Morrie, son of a Russian immigrant who was unable to give or receive love, lost his mother early to some disease, but lucked out with his stepmother a year later.
He clung to and thrived on the selfless love she bestowed on him, saving his young life so that he could go on to teach young people how to live...and in the end how to die by living.
It is never specified in this 2000 movie (or book that I recall and I updated my review of it today as it was my very first epinion) what subject Morrie taught at Brandeis University, but I would guess Sociology or perhaps Poetry since he loved the W.H. Auden poem September 1, 1939.
While backing out of the campus parking lot to go home one day in the summer of 1994, spry, lovable, seventy-seven year old Morrie suddenly has Lou Gehrig Disease attack his legs and his car crashes into the fence behind him as his legs remain inert.
The disease begins with his legs, but gradually it will travel up his body suffocating his organs until he dies.

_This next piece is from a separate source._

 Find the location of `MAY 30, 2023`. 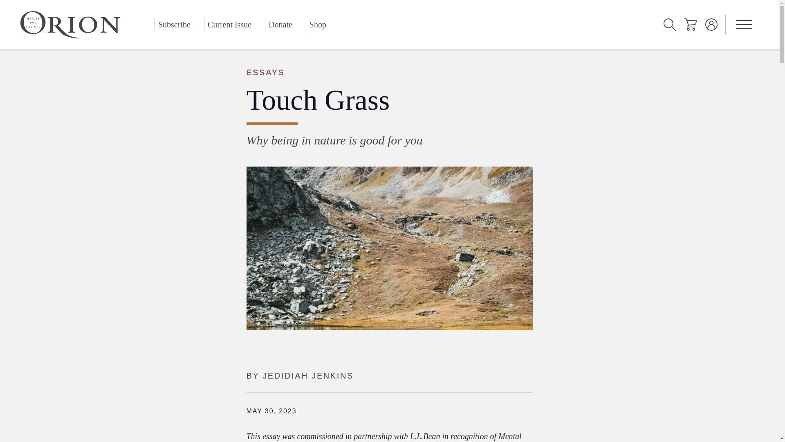

MAY 30, 2023 is located at coordinates (272, 411).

There doesn't seem to be a cure at all.
Since I read and reviewed the book version, I can compare it with the movie and the movie was a lot more satisfying for me.
Mitch Albom didn't write the book badly (it's an Oprah Winfrey book and movie, after all!), but he is simply a sportswriter who writes from a man's perspective.
The movie was cowritten by him and Thomas Rickman; therefore, Janine and Morrie's loving wife have characters that are fleshed out a bit more, in my opinion.
They have become more than characters from the sidelines to fit into the story as in the book, but inspiring, charismatic presences to cherish.